* Measurement reading data *
<<<<

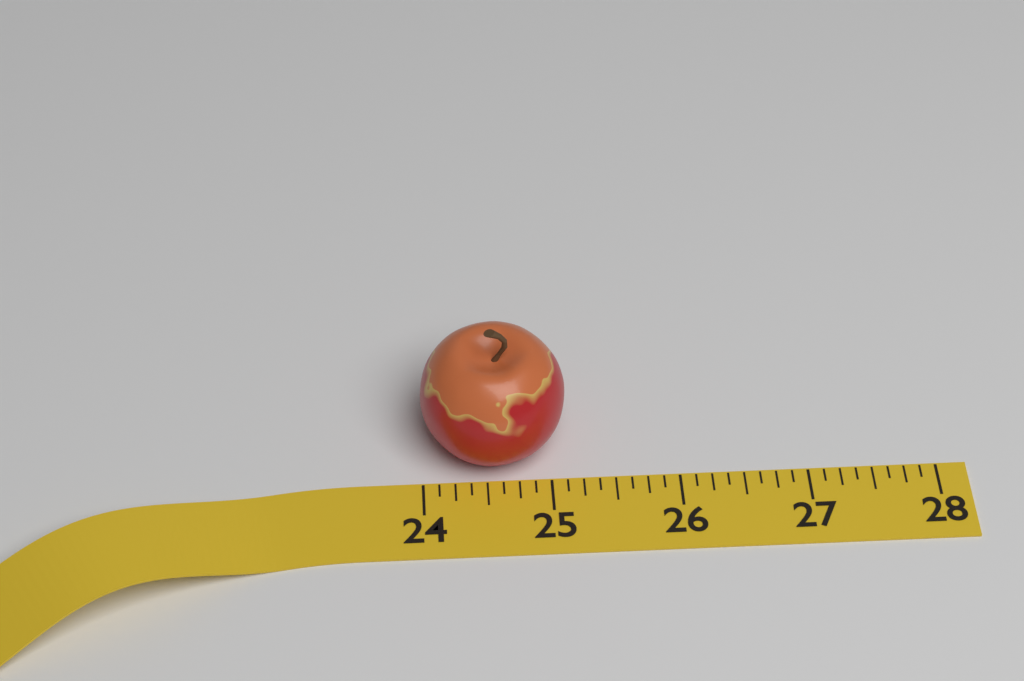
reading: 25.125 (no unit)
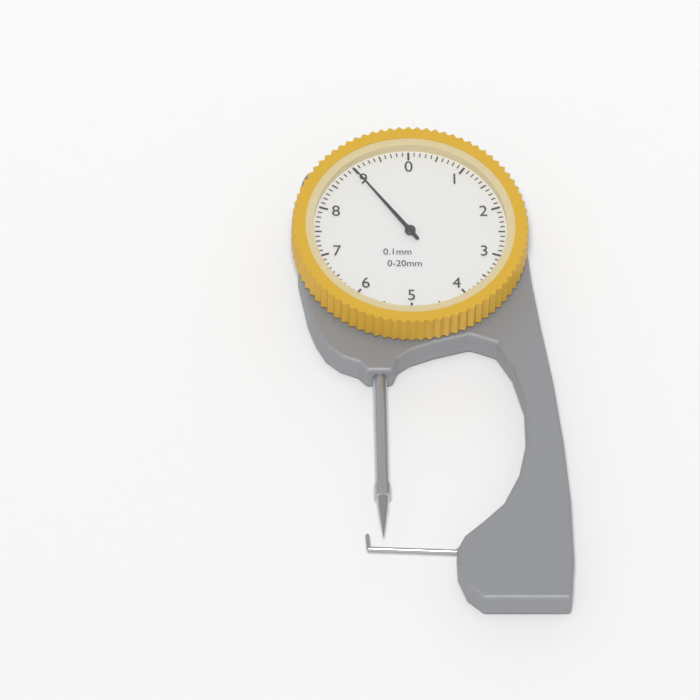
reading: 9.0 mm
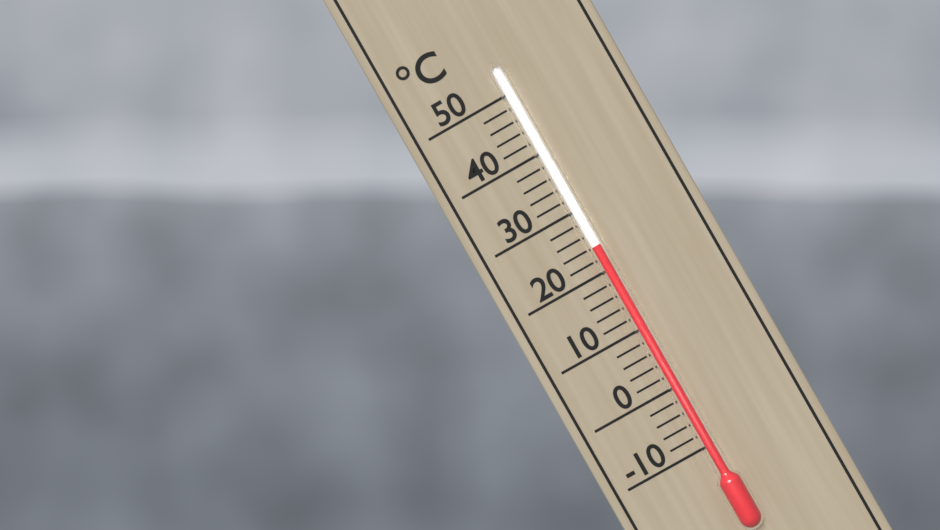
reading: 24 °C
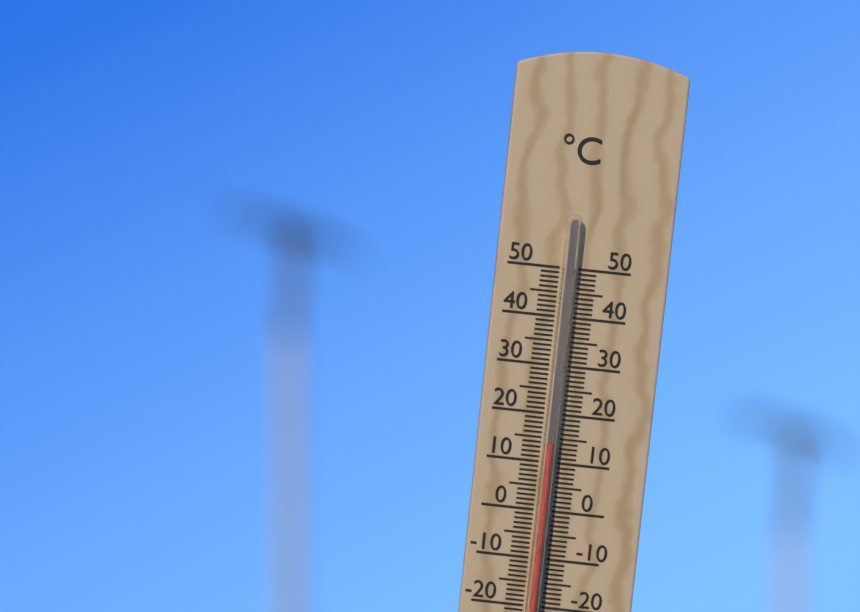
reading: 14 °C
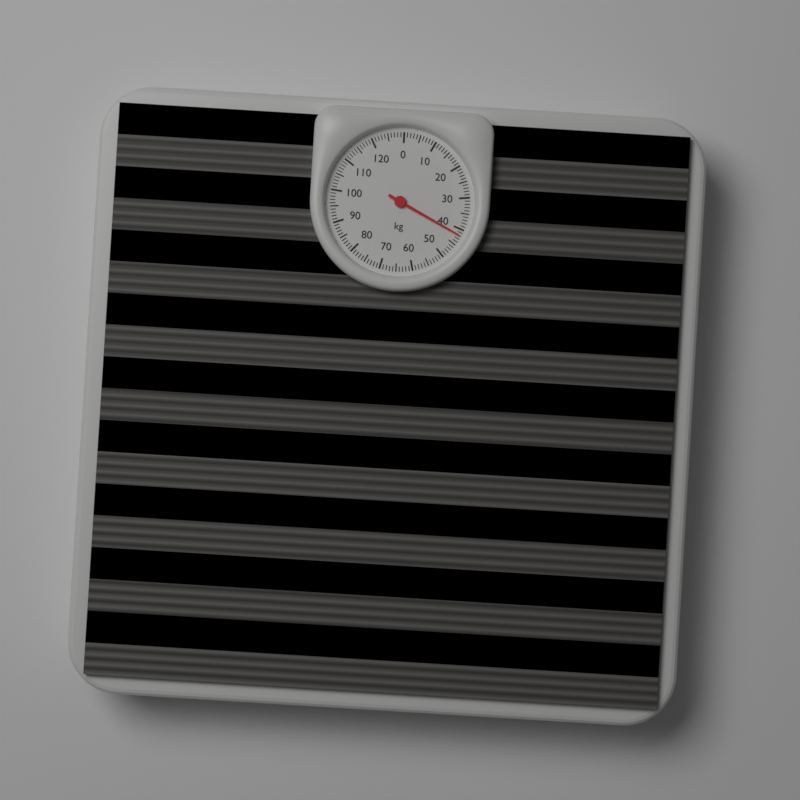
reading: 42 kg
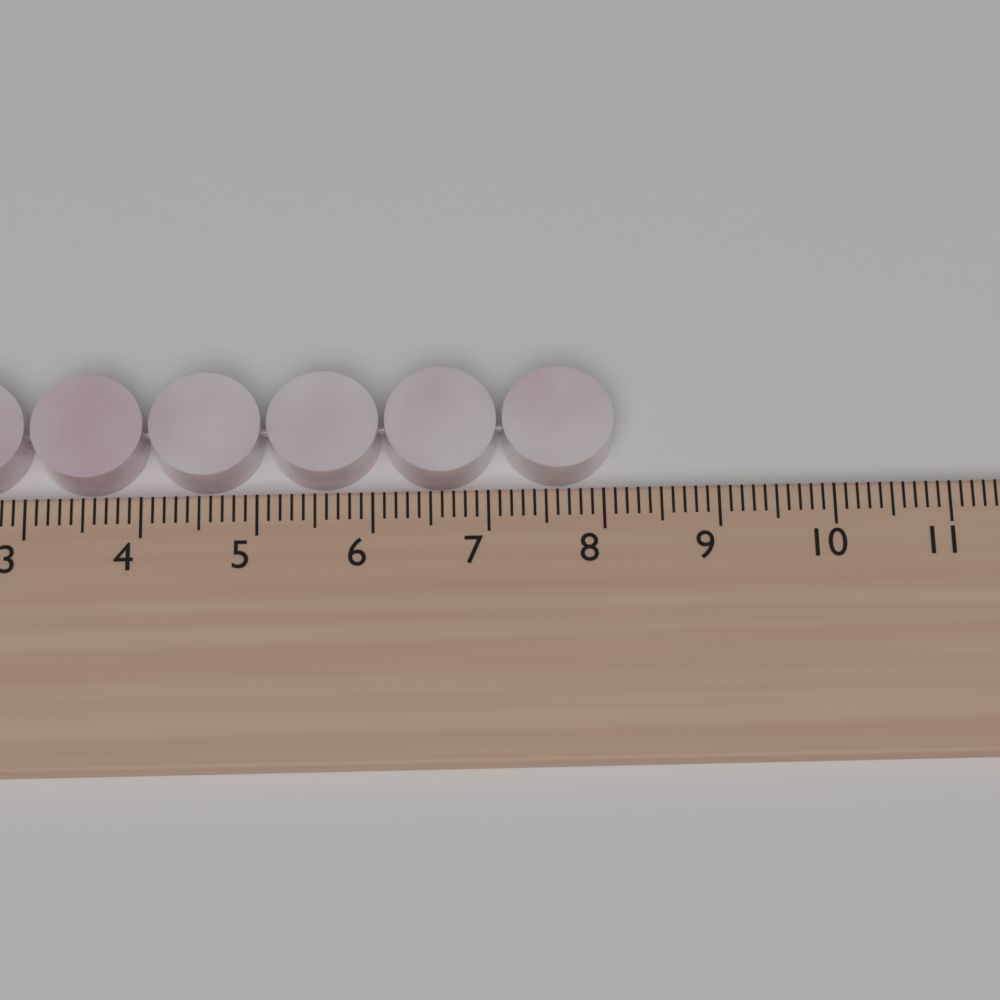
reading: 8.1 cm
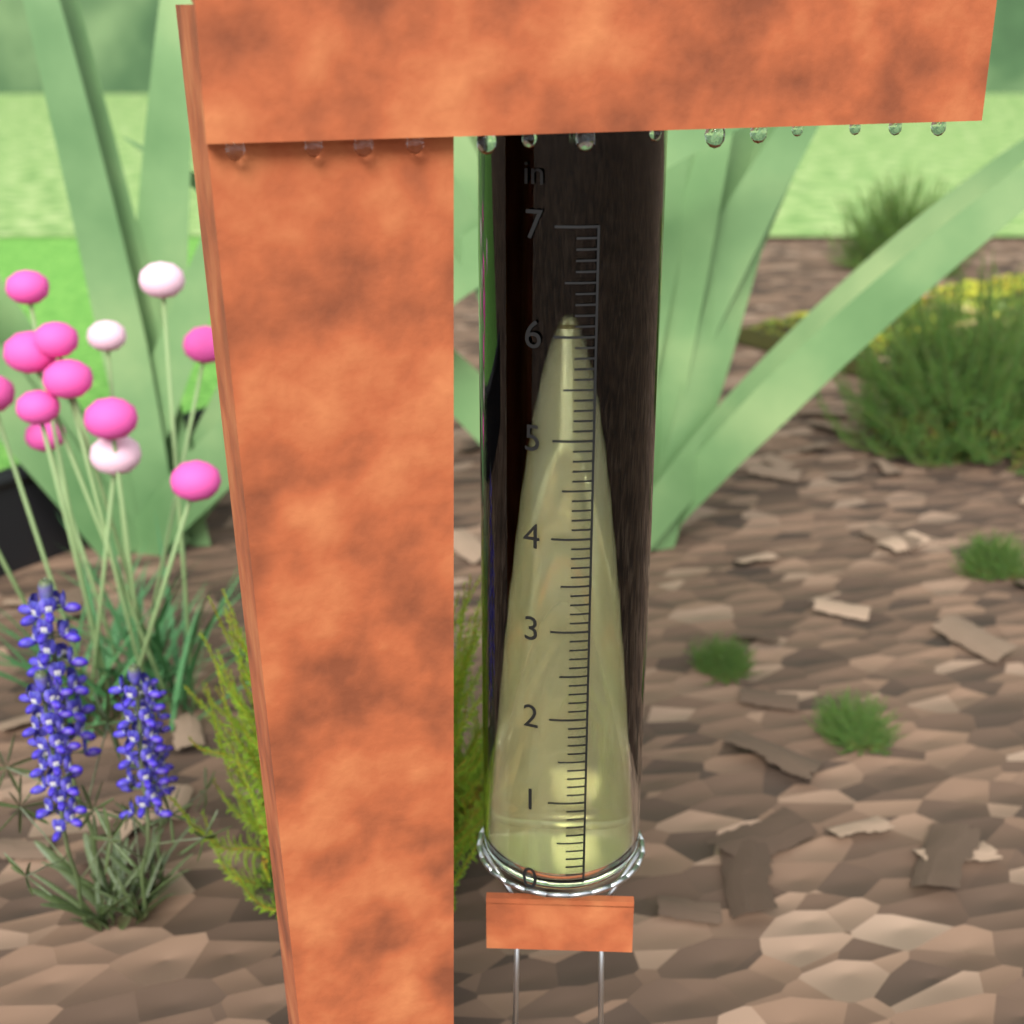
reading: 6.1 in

>>>>

* WHAT YOU SHOULD DO *
Every record above must be printed exactly, except for its images.

* FINAL ANSWER *
reading: 25.125 (no unit)
reading: 9.0 mm
reading: 24 °C
reading: 14 °C
reading: 42 kg
reading: 8.1 cm
reading: 6.1 in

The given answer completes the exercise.